North 40 impact fee draws anger
Aspen Times Staff Writer
Steve Marolt is going to be paying 15 to 20 percent more in fees to the government than his neighbors just to move into his home in the North 40 subdivision.
“Another $4,200 at the end of a project like this is backbreaking,” he said.
Marolt is one of 72 lot owners in the Aspen area’s newest neighborhood across the highway from the airport.
In addition to paying $140,000 for his lot and about $170 per square foot for construction, Marolt, like all of his neighbors, paid close to $20,000 to tap into the city’s water system, several thousand dollars for a building permit, several hundred dollars for the school impact mitigation fee and a small mapping fee.
But Marolt and about two dozen other lot owners at North 40 will also be paying a road impact fee the rest of their neighbors were exempted from. For Marolt’s 3,300-square-foot home, the road impact fee comes to $4,248.
“How fair is that? Half the people have to pay the fee, and half the people don’t,” Marolt said.
The road impact fee was adopted in June 2000 as one of several changes to the county land-use code that came out of the six-month development moratorium. The fee, which applies to new residential development, is an attempt to cover some of the costs associated with repairing road damage made by heavy equipment during construction. It is also meant to cover increased road maintenance requirements generated by the residents of the new homes.
Several wealthy developers and their representatives argued vigorously during the moratorium that any new fees should apply to both free-market and affordable housing. They contend affordable housing has the same affect on the county and its infrastructure as free-market housing, and should thus be held to the same standard.
The county commissioners agreed and adopted a road impact fee that applies to affordable housing and free-market housing.
It initially didn’t apply to homebuilders at the North 40 or any other development that was in the three-year vesting period that follows the initial approval of a development, according to Lance Clarke, deputy director of the county’s community development department. But once a vesting period expires, as it did at the North 40 in the spring of 2001, the fee became applicable. Anyone who pulled their building permit after the expiration date was subject to the new fee.
Developer John McBride, who spent several years working with the county to create North 40, agrees that the discrepancy between lot owners in the same development appears unfair.
“It seems odd to me that some people have to pay that impact fee and others don’t,” he said.
McBride is currently developing a small cluster of townhomes at North 40, and he, too, had to pay the impact fees. He did, however, ask for an independent assessment of his development’s impacts on the roads and received a 25 percent reduction in his impact fee. The $4,248 that Marolt is being assessed is also 25 percent less than the standard fee of $5,664.
County Commissioner Dorothea Farris, who voted in favor of applying road impact fees across the board, said it would be unfair to single out one class of developer by granting an exemption.
“It’s like saying these people are lesser citizens because they live in affordable housing, so they should pay less than the wealthier people,” she said.
Farris also noted that one of the big problems with the pre-2000 land-use code was all of the exceptions it contained. “We kept adding exemptions over the years to the point where it didn’t make sense to have a code,” she said.
But her colleague, Patti Clapper, thinks an exception should be considered for residents of the North 40.
“I understand the concerns of the county with the road impact fees, but I’m more aligned with the concerns of the homeowners who have been hit with it,” Clapper said.
She is hoping to add the subject of road impact fees at North 40 to the agenda of an upcoming commissioner work session.
If she is successful, it’s likely Marolt will be there to make his case. “North 40 is not adding to traffic,” he said. “Most of the people there were commuting from downvalley, so moving into the neighborhood is a form of traffic reduction.”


WORK ORDER — Could you retype the whole listing word for word and drop the images?
[Start of Attachment]
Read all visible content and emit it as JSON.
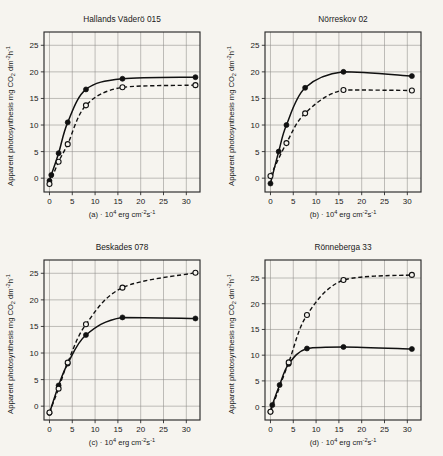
{
  "figure": {
    "background_color": "#f6f4ef",
    "ink_color": "#111111",
    "grid_color": "#8e8c87",
    "ylabel": "Apparent photosynthesis mg CO",
    "ylabel_sub": "2",
    "ylabel_tail": " dm",
    "ylabel_sup1": "-2",
    "ylabel_mid": "h",
    "ylabel_sup2": "-1",
    "xlabel_lead": "· 10",
    "xlabel_sup1": "4",
    "xlabel_mid": " erg cm",
    "xlabel_sup2": "-2",
    "xlabel_tail": "s",
    "xlabel_sup3": "-1",
    "yticks": [
      "0",
      "5",
      "10",
      "15",
      "20",
      "25"
    ],
    "xticks": [
      "0",
      "5",
      "10",
      "15",
      "20",
      "25",
      "30"
    ]
  },
  "chart_data": [
    {
      "type": "line",
      "panel": "a",
      "panel_label": "(a)",
      "title": "Hallands Väderö 015",
      "xlabel": "· 10^4 erg cm^-2 s^-1",
      "ylabel": "Apparent photosynthesis mg CO2 dm^-2 h^-1",
      "xlim": [
        -1.2,
        33
      ],
      "ylim": [
        -2.6,
        27.5
      ],
      "grid": true,
      "series": [
        {
          "name": "filled-circles",
          "marker": "filled-circle",
          "line": "solid",
          "x": [
            0,
            0.4,
            2,
            4,
            8,
            16,
            32
          ],
          "y": [
            -0.5,
            0.6,
            4.7,
            10.5,
            16.7,
            18.7,
            19.0
          ]
        },
        {
          "name": "open-circles",
          "marker": "open-circle",
          "line": "dashed",
          "x": [
            0,
            2,
            4,
            8,
            16,
            32
          ],
          "y": [
            -1.1,
            3.1,
            6.4,
            13.7,
            17.1,
            17.5
          ]
        }
      ]
    },
    {
      "type": "line",
      "panel": "b",
      "panel_label": "(b)",
      "title": "Nörreskov 02",
      "xlabel": "· 10^4 erg cm^-2 s^-1",
      "ylabel": "Apparent photosynthesis mg CO2 dm^-2 h^-1",
      "xlim": [
        -1.2,
        33
      ],
      "ylim": [
        -2.6,
        27.5
      ],
      "grid": true,
      "series": [
        {
          "name": "filled-circles",
          "marker": "filled-circle",
          "line": "solid",
          "x": [
            0,
            1.8,
            3.5,
            7.6,
            16,
            31
          ],
          "y": [
            -1.0,
            5.0,
            10.0,
            17.0,
            20.0,
            19.2
          ]
        },
        {
          "name": "open-circles",
          "marker": "open-circle",
          "line": "dashed",
          "x": [
            0,
            3.5,
            7.6,
            16,
            31
          ],
          "y": [
            0.4,
            6.6,
            12.2,
            16.6,
            16.5
          ]
        }
      ]
    },
    {
      "type": "line",
      "panel": "c",
      "panel_label": "(c)",
      "title": "Beskades 078",
      "xlabel": "· 10^4 erg cm^-2 s^-1",
      "ylabel": "Apparent photosynthesis mg CO2 dm^-2 h^-1",
      "xlim": [
        -1.2,
        33
      ],
      "ylim": [
        -2.6,
        27.5
      ],
      "grid": true,
      "series": [
        {
          "name": "filled-circles",
          "marker": "filled-circle",
          "line": "solid",
          "x": [
            0,
            2,
            4,
            8,
            16,
            32
          ],
          "y": [
            -1.3,
            3.9,
            8.0,
            13.4,
            16.7,
            16.5
          ]
        },
        {
          "name": "open-circles",
          "marker": "open-circle",
          "line": "dashed",
          "x": [
            0,
            2,
            4,
            8,
            16,
            32
          ],
          "y": [
            -1.2,
            3.3,
            8.2,
            15.4,
            22.3,
            25.1
          ]
        }
      ]
    },
    {
      "type": "line",
      "panel": "d",
      "panel_label": "(d)",
      "title": "Rönneberga 33",
      "xlabel": "· 10^4 erg cm^-2 s^-1",
      "ylabel": "Apparent photosynthesis mg CO2 dm^-2 h^-1",
      "xlim": [
        -1.2,
        33
      ],
      "ylim": [
        -2.6,
        28.5
      ],
      "grid": true,
      "series": [
        {
          "name": "filled-circles",
          "marker": "filled-circle",
          "line": "solid",
          "x": [
            0,
            0.4,
            2,
            4,
            8,
            16,
            31
          ],
          "y": [
            -1.0,
            0.3,
            4.2,
            8.3,
            11.3,
            11.6,
            11.2
          ]
        },
        {
          "name": "open-circles",
          "marker": "open-circle",
          "line": "dashed",
          "x": [
            0,
            4,
            8,
            16,
            31
          ],
          "y": [
            -1.0,
            8.6,
            17.8,
            24.6,
            25.6
          ]
        }
      ]
    }
  ]
}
[End of Attachment]
ANSWER TO THE EXERCISE —
Read all visible content and emit it as JSON.
{
  "figure": {
    "background_color": "#f6f4ef",
    "ink_color": "#111111",
    "grid_color": "#8e8c87",
    "ylabel": "Apparent photosynthesis mg CO",
    "ylabel_sub": "2",
    "ylabel_tail": " dm",
    "ylabel_sup1": "-2",
    "ylabel_mid": "h",
    "ylabel_sup2": "-1",
    "xlabel_lead": "· 10",
    "xlabel_sup1": "4",
    "xlabel_mid": " erg cm",
    "xlabel_sup2": "-2",
    "xlabel_tail": "s",
    "xlabel_sup3": "-1",
    "yticks": [
      "0",
      "5",
      "10",
      "15",
      "20",
      "25"
    ],
    "xticks": [
      "0",
      "5",
      "10",
      "15",
      "20",
      "25",
      "30"
    ]
  },
  "chart_data": [
    {
      "type": "line",
      "panel": "a",
      "panel_label": "(a)",
      "title": "Hallands Väderö 015",
      "xlabel": "· 10^4 erg cm^-2 s^-1",
      "ylabel": "Apparent photosynthesis mg CO2 dm^-2 h^-1",
      "xlim": [
        -1.2,
        33
      ],
      "ylim": [
        -2.6,
        27.5
      ],
      "grid": true,
      "series": [
        {
          "name": "filled-circles",
          "marker": "filled-circle",
          "line": "solid",
          "x": [
            0,
            0.4,
            2,
            4,
            8,
            16,
            32
          ],
          "y": [
            -0.5,
            0.6,
            4.7,
            10.5,
            16.7,
            18.7,
            19.0
          ]
        },
        {
          "name": "open-circles",
          "marker": "open-circle",
          "line": "dashed",
          "x": [
            0,
            2,
            4,
            8,
            16,
            32
          ],
          "y": [
            -1.1,
            3.1,
            6.4,
            13.7,
            17.1,
            17.5
          ]
        }
      ]
    },
    {
      "type": "line",
      "panel": "b",
      "panel_label": "(b)",
      "title": "Nörreskov 02",
      "xlabel": "· 10^4 erg cm^-2 s^-1",
      "ylabel": "Apparent photosynthesis mg CO2 dm^-2 h^-1",
      "xlim": [
        -1.2,
        33
      ],
      "ylim": [
        -2.6,
        27.5
      ],
      "grid": true,
      "series": [
        {
          "name": "filled-circles",
          "marker": "filled-circle",
          "line": "solid",
          "x": [
            0,
            1.8,
            3.5,
            7.6,
            16,
            31
          ],
          "y": [
            -1.0,
            5.0,
            10.0,
            17.0,
            20.0,
            19.2
          ]
        },
        {
          "name": "open-circles",
          "marker": "open-circle",
          "line": "dashed",
          "x": [
            0,
            3.5,
            7.6,
            16,
            31
          ],
          "y": [
            0.4,
            6.6,
            12.2,
            16.6,
            16.5
          ]
        }
      ]
    },
    {
      "type": "line",
      "panel": "c",
      "panel_label": "(c)",
      "title": "Beskades 078",
      "xlabel": "· 10^4 erg cm^-2 s^-1",
      "ylabel": "Apparent photosynthesis mg CO2 dm^-2 h^-1",
      "xlim": [
        -1.2,
        33
      ],
      "ylim": [
        -2.6,
        27.5
      ],
      "grid": true,
      "series": [
        {
          "name": "filled-circles",
          "marker": "filled-circle",
          "line": "solid",
          "x": [
            0,
            2,
            4,
            8,
            16,
            32
          ],
          "y": [
            -1.3,
            3.9,
            8.0,
            13.4,
            16.7,
            16.5
          ]
        },
        {
          "name": "open-circles",
          "marker": "open-circle",
          "line": "dashed",
          "x": [
            0,
            2,
            4,
            8,
            16,
            32
          ],
          "y": [
            -1.2,
            3.3,
            8.2,
            15.4,
            22.3,
            25.1
          ]
        }
      ]
    },
    {
      "type": "line",
      "panel": "d",
      "panel_label": "(d)",
      "title": "Rönneberga 33",
      "xlabel": "· 10^4 erg cm^-2 s^-1",
      "ylabel": "Apparent photosynthesis mg CO2 dm^-2 h^-1",
      "xlim": [
        -1.2,
        33
      ],
      "ylim": [
        -2.6,
        28.5
      ],
      "grid": true,
      "series": [
        {
          "name": "filled-circles",
          "marker": "filled-circle",
          "line": "solid",
          "x": [
            0,
            0.4,
            2,
            4,
            8,
            16,
            31
          ],
          "y": [
            -1.0,
            0.3,
            4.2,
            8.3,
            11.3,
            11.6,
            11.2
          ]
        },
        {
          "name": "open-circles",
          "marker": "open-circle",
          "line": "dashed",
          "x": [
            0,
            4,
            8,
            16,
            31
          ],
          "y": [
            -1.0,
            8.6,
            17.8,
            24.6,
            25.6
          ]
        }
      ]
    }
  ]
}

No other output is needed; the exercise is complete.